Adam Smith

Read this biographical article about Adam Smith. It contains some key insights about how The Wealth of Nations essentially created the field of economics and how its focus on labor rather than land ownership revolutionized international trade.

Works

Das Adam Smith Problem

There had been considerable controversy as to whether there was a contradiction between Smith's emphasis on sympathy in his Theory of Moral Sentiments and the key role of self-interest in the Wealth of Nations. Economist Joseph Schumpeter referred to this in German as das Adam Smith Problem. In his Moral Sentiments Smith seems to emphasize the broad synchronization of human intention and behavior under a beneficent Providence, while in the Wealth of Nations, in spite of the general theme of "the invisible hand" creating harmony out of conflicting self-interests, he finds many more occasions for pointing out cases of conflict and of the narrow selfishness of human motives.

This position has been challenged by Michael Novak in The Spirit of Democratic Capitalism who takes to task those who suggest that there is a discrepancy between Smith's moral attitude as reflected in The Wealth of Nations and the attitude which one finds in his earlier work, The Theory of Moral Sentiments. Novak addresses the position advocated by late nineteenth century German and British historians of thought who held that in Wealth of Nations, Smith had supplanted the role of sympathy in moral decision-making, so emphasized in The Theory of Moral Sentiments, with self-interest.

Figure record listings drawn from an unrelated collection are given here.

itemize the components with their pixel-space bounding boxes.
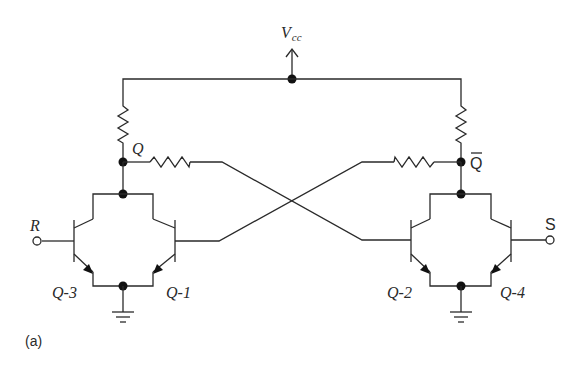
set-input-terminal — [546, 236, 554, 244]
transistor-q3-label: Q-3 — [52, 284, 77, 301]
vcc-supply: Vcc — [281, 24, 302, 84]
transistor-q2: Q-2 — [387, 219, 461, 301]
cross-coupling-qbar-to-q1 — [175, 157, 461, 241]
reset-input-label: R — [29, 217, 40, 234]
q-bar-output-label: Q — [470, 155, 482, 172]
right-load-resistor — [456, 104, 466, 162]
transistor-q3: R Q-3 — [29, 217, 123, 301]
ground-icon — [450, 286, 472, 322]
cross-coupling-q-to-q2 — [123, 157, 411, 240]
transistor-q2-label: Q-2 — [387, 284, 412, 301]
transistor-q1-label: Q-1 — [166, 284, 191, 301]
reset-input-terminal — [33, 237, 41, 245]
vcc-label: Vcc — [281, 24, 302, 43]
transistor-q4: S Q-4 — [461, 216, 556, 301]
ground-icon — [112, 286, 134, 322]
transistor-q4-label: Q-4 — [500, 284, 525, 301]
transistor-q1: Q-1 — [123, 219, 191, 301]
flip-flop-schematic: Vcc Q Q R Q-3 — [0, 0, 586, 366]
set-input-label: S — [545, 216, 556, 233]
figure-label: (a) — [25, 333, 42, 349]
q-output-label: Q — [132, 140, 144, 157]
left-load-resistor — [118, 104, 128, 162]
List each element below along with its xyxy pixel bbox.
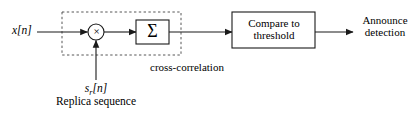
cross-correlation-label: cross-correlation (150, 61, 224, 73)
compare-block-label: Compare to threshold (233, 17, 315, 42)
announce-detection-label: Announce detection (356, 14, 414, 39)
announce-detection-line2: detection (365, 26, 405, 38)
replica-sequence-caption: Replica sequence (33, 95, 159, 108)
compare-block-label-line2: threshold (254, 29, 295, 41)
multiplier-symbol: × (88, 25, 105, 37)
summation-symbol: Σ (136, 21, 169, 41)
announce-detection-line1: Announce (362, 14, 407, 26)
compare-block-label-line1: Compare to (248, 17, 300, 29)
signal-flow-diagram: x[n] × Σ Compare to threshold cross-corr… (0, 0, 415, 113)
input-signal-label: x[n] (12, 24, 32, 37)
replica-symbol-index: [n] (93, 82, 108, 94)
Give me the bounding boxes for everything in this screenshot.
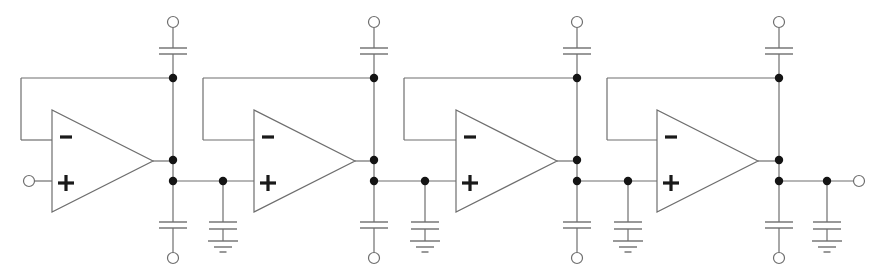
terminal-icon	[774, 17, 785, 28]
junction-dot-icon	[775, 177, 783, 185]
terminal-icon	[369, 17, 380, 28]
terminal-icon	[168, 17, 179, 28]
opamp-1	[52, 110, 153, 212]
terminal-icon	[24, 176, 35, 187]
opamp-icon	[456, 110, 557, 212]
opamp-3	[456, 110, 557, 212]
wires-layer	[21, 28, 854, 253]
junction-dot-icon	[573, 74, 581, 82]
junction-dot-icon	[573, 156, 581, 164]
junction-dot-icon	[219, 177, 227, 185]
terminal-icon	[854, 176, 865, 187]
junction-dot-icon	[370, 74, 378, 82]
opamp-4	[657, 110, 758, 212]
opamp-icon	[254, 110, 355, 212]
junction-dot-icon	[421, 177, 429, 185]
junction-dot-icon	[169, 156, 177, 164]
opamp-2	[254, 110, 355, 212]
junction-dot-icon	[624, 177, 632, 185]
terminal-icon	[369, 253, 380, 264]
junction-dot-icon	[169, 177, 177, 185]
terminal-icon	[774, 253, 785, 264]
junction-dot-icon	[169, 74, 177, 82]
junction-dot-icon	[823, 177, 831, 185]
junction-dot-icon	[775, 156, 783, 164]
junction-dot-icon	[370, 156, 378, 164]
junction-dot-icon	[573, 177, 581, 185]
terminal-icon	[572, 253, 583, 264]
junction-dot-icon	[775, 74, 783, 82]
terminal-icon	[168, 253, 179, 264]
junction-dot-icon	[370, 177, 378, 185]
opamp-icon	[52, 110, 153, 212]
opamp-icon	[657, 110, 758, 212]
terminal-icon	[572, 17, 583, 28]
circuit-schematic: Four-stage cascaded op-amp voltage-follo…	[0, 0, 882, 280]
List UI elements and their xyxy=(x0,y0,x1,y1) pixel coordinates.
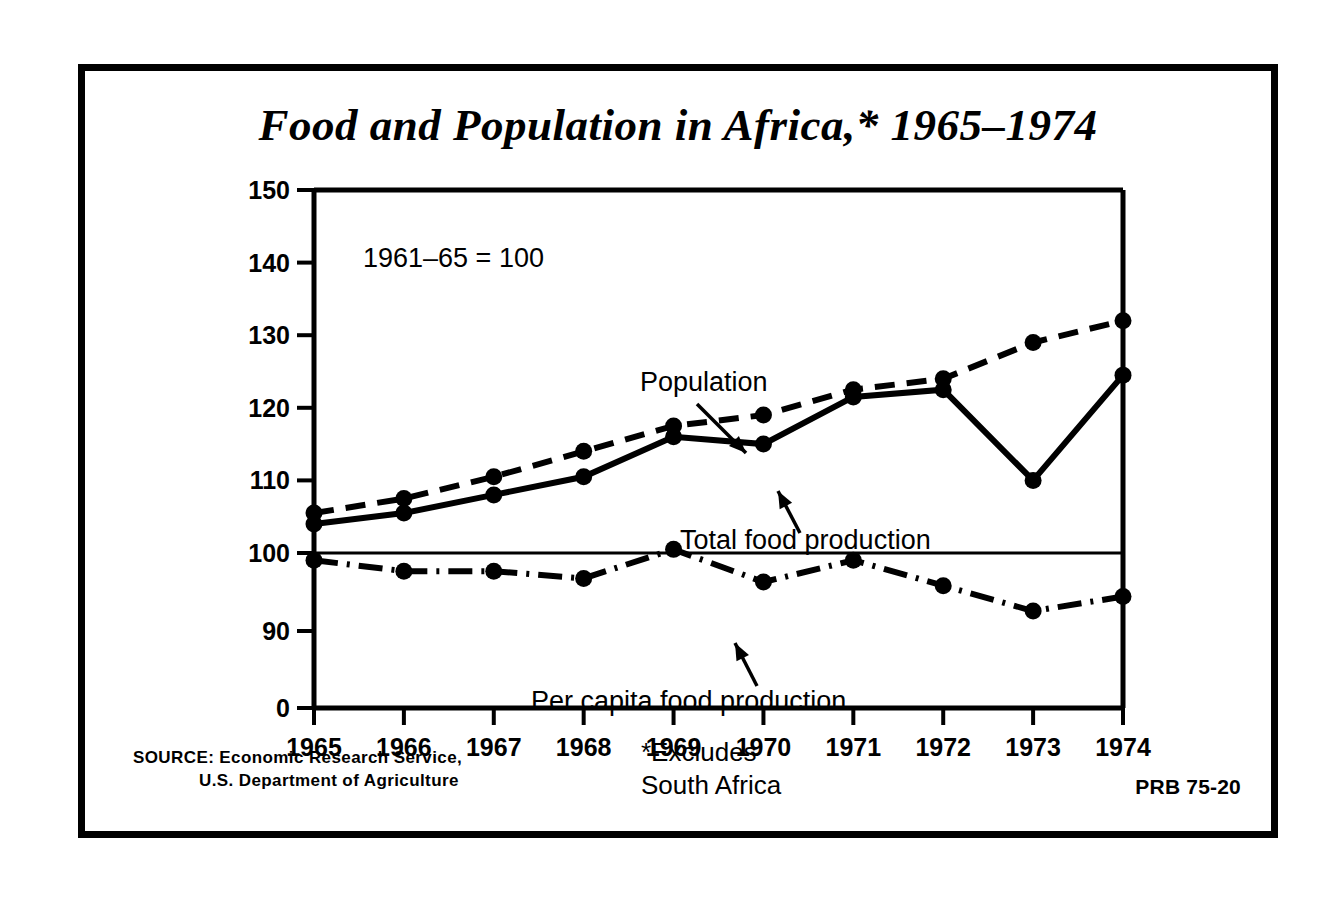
data-point-marker xyxy=(935,381,952,398)
x-axis-tick-label: 1967 xyxy=(466,733,522,761)
source-line-2: U.S. Department of Agriculture xyxy=(133,770,462,793)
y-axis-tick-label: 130 xyxy=(248,321,290,349)
data-point-marker xyxy=(485,468,502,485)
x-axis-tick-label: 1971 xyxy=(826,733,882,761)
source-label: SOURCE: xyxy=(133,748,214,767)
x-axis-tick-label: 1973 xyxy=(1005,733,1061,761)
index-base-note: 1961–65 = 100 xyxy=(363,243,544,273)
data-point-marker xyxy=(665,428,682,445)
y-axis-tick-label: 120 xyxy=(248,394,290,422)
chart-figure: 0901001101201301401501965196619671968196… xyxy=(85,71,1271,831)
series-line-per-capita-food-production xyxy=(314,549,1123,611)
x-axis-tick-label: 1974 xyxy=(1095,733,1151,761)
line-chart-svg: 0901001101201301401501965196619671968196… xyxy=(85,71,1271,831)
footnote: *Excludes South Africa xyxy=(641,736,781,801)
footnote-line-2: South Africa xyxy=(641,769,781,802)
data-point-marker xyxy=(395,490,412,507)
annotation-per-capita-food-production-label: Per capita food production xyxy=(531,686,846,716)
data-point-marker xyxy=(306,552,323,569)
data-point-marker xyxy=(1025,334,1042,351)
data-point-marker xyxy=(1115,588,1132,605)
publication-code: PRB 75-20 xyxy=(1135,775,1241,799)
poster-card: Food and Population in Africa,* 1965–197… xyxy=(78,64,1278,838)
x-axis-tick-label: 1968 xyxy=(556,733,612,761)
data-point-marker xyxy=(755,574,772,591)
data-point-marker xyxy=(935,577,952,594)
series-line-population xyxy=(314,321,1123,513)
y-axis-tick-label: 150 xyxy=(248,176,290,204)
source-credit: SOURCE: Economic Research Service, U.S. … xyxy=(133,747,462,793)
data-point-marker xyxy=(575,570,592,587)
y-axis-tick-label: 90 xyxy=(262,617,290,645)
data-point-marker xyxy=(1025,603,1042,620)
data-point-marker xyxy=(395,505,412,522)
data-point-marker xyxy=(1115,367,1132,384)
annotation-population-label: Population xyxy=(640,367,768,397)
series-line-total-food-production xyxy=(314,375,1123,524)
footnote-line-1: *Excludes xyxy=(641,736,781,769)
source-line-1: Economic Research Service, xyxy=(219,748,462,767)
y-axis-tick-label: 140 xyxy=(248,249,290,277)
data-point-marker xyxy=(485,563,502,580)
y-axis-tick-label: 110 xyxy=(250,466,290,494)
data-point-marker xyxy=(755,407,772,424)
data-point-marker xyxy=(575,443,592,460)
data-point-marker xyxy=(575,468,592,485)
data-point-marker xyxy=(395,563,412,580)
y-axis-tick-label: 0 xyxy=(276,694,290,722)
data-point-marker xyxy=(845,388,862,405)
data-point-marker xyxy=(1025,472,1042,489)
data-point-marker xyxy=(1115,312,1132,329)
y-axis-tick-label: 100 xyxy=(248,539,290,567)
data-point-marker xyxy=(755,436,772,453)
data-point-marker xyxy=(485,486,502,503)
x-axis-tick-label: 1972 xyxy=(915,733,971,761)
data-point-marker xyxy=(306,515,323,532)
annotation-total-food-production-label: Total food production xyxy=(680,525,931,555)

Novak points out that Moral Sentiments had six different editions. Each was carefully reviewed by Adam Smith himself. The last time Smith reviewed this work was in 1790, or fourteen years after the publication of The Wealth of Nations. For Novak, the fact that Smith had not edited his views on sympathy indicates that his views remained constant. In contrast, in the final edition of Moral Sentiments, Smith did remove the passage referring to the spiritual significance of Christ's crucifixion.